Where this process drives me crazy is with the back's ICC color preset (I'm talking about a P25 here, so I don't know how it works with Leaf, Hass, etc). Assuming I started with "P25 - Landscape" in C1, the above WB values were tweaked relative to the "P25 Landscape" color mapping. If I change that preset to "Generic", "Natural Light Portrait", etc., then the previous WB values most likely do not work and the WB adjustment process starts all over again.
So..., where do you start? How do you know the WB values set in C1 are "the" WB values when they will be shifted (sometimes radically) depending upon the camera ICC preset selected? With the Canon 1Ds2 I very seldom had to adjust WB - maybe 1% of the time at the most. With the P25 this has become one of the most important steps in the editing process. It's a big change for me.

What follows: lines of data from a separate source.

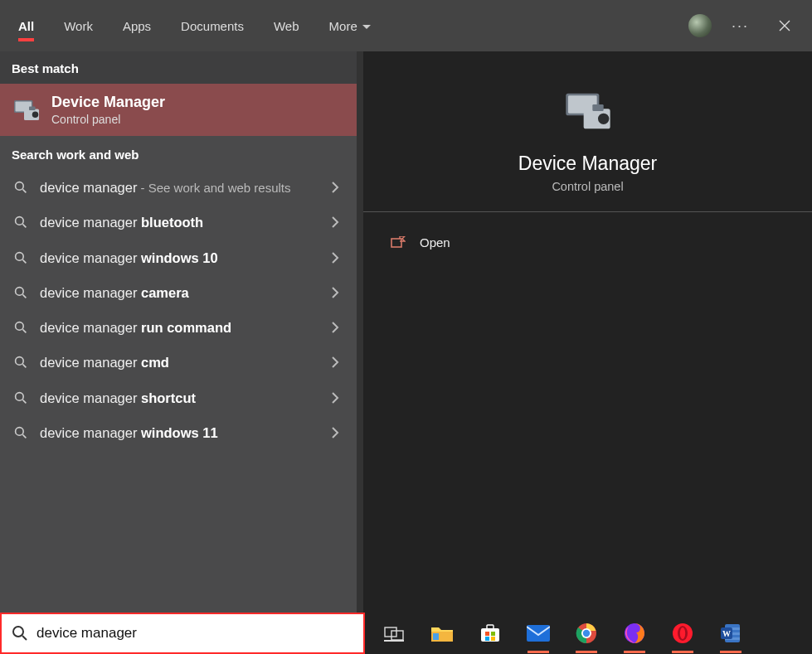 This screenshot has width=812, height=654. What do you see at coordinates (700, 26) in the screenshot?
I see `user-avatar` at bounding box center [700, 26].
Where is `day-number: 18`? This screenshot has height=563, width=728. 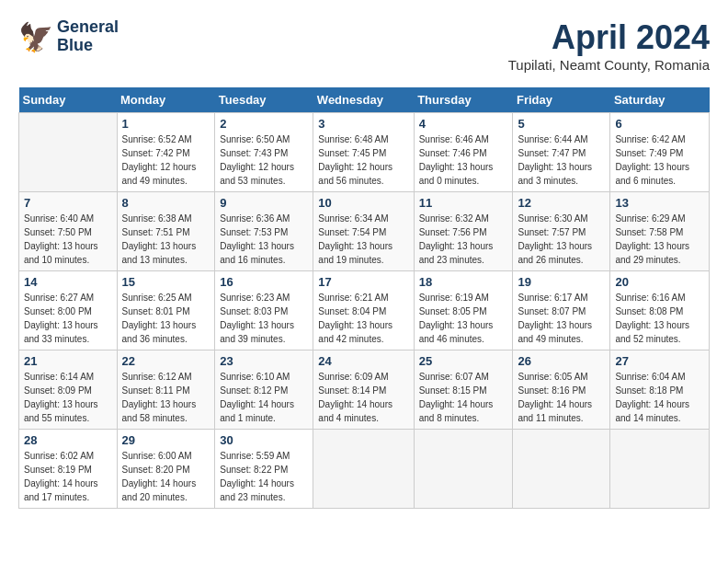
day-number: 18 is located at coordinates (463, 282).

I have tried gray cards, but I don't think they works well. Outdoors is similar to indoor shooting with mixed light. Outdoors there is direct sunlight, the light passing through foliage such as trees (thus a green tint), light reflecting off other surfaces (cement, water, grass, structures), etc. Ultimately I looked at a bunch of 1Ds2 RAWs in C1 and wrote down how C1 interpreted the 1Ds2 AWB values. For example - a desert sunset was 5100K with -4 tint. I wrote down these values for about 20 different scenes and this became my cheat sheet for quick starting points. I took several of these values and added them to the P25 as custom WB presets.
I so, so much would rather have accurate AWB in the P25... And I'm thoroughly convinced that the wrong WB can lead to an incorrect histogram on the P25 - as others have mentioned here.